I also recommend that you create an “Unassigned” account under each card issuer as the “99” in the series (for example, 42099 BCBI – Unassigned). There may be times you have to assign a payment or a charge to the account but don’t yet know which card to use, or need to pay the bill but haven’t received all the receipts yet. Nothing should stay in this account, however—as soon as you get the information you need, reclassify the charge, credit, or payment correctly.

One issue that can crop up with company credit cards is the vendor name. Let’s say your sales manager loves Starbucks and takes all her meetings there. The credit card charge entry screen in QuickBooks will ask for a vendor name, and if you include one you’ll have to add that name to your vendor list. Yet you don’t pay bills to Starbucks, or to McDonald’s, or to the local gas station. Soon your vendor list is cluttered up with irrelevant names.

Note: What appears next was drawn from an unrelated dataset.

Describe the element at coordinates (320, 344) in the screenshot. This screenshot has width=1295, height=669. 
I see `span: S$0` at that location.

You could leave the vendor name field blank, of course. But I recommend instead that you create a “dummy” vendor called “Credit Card Charge.” In the memo line, note the actual vendor name for each charge. This keeps your vendor list clean while keeping your bookkeeping accurate and informative.

Finally, lots of small business owners charge company expenses on personal credit cards. There is a way to account for these transactions without setting up that personal account in QuickBooks, which wouldn’t be appropriate for a few different reasons. Instead, create a Credit Card account called “Due to Owner – Personal Credit Card.” You can enter charges just as you would with regular company cards, noting the vendor as well as which card was used in the memo line. The company can then reimburse you for its share of the bill, with the check coded against this “Due to Owner” account.

These are some easy steps that will help QuickBooks help you keep your company cards from turning into a herd of little plastic headaches.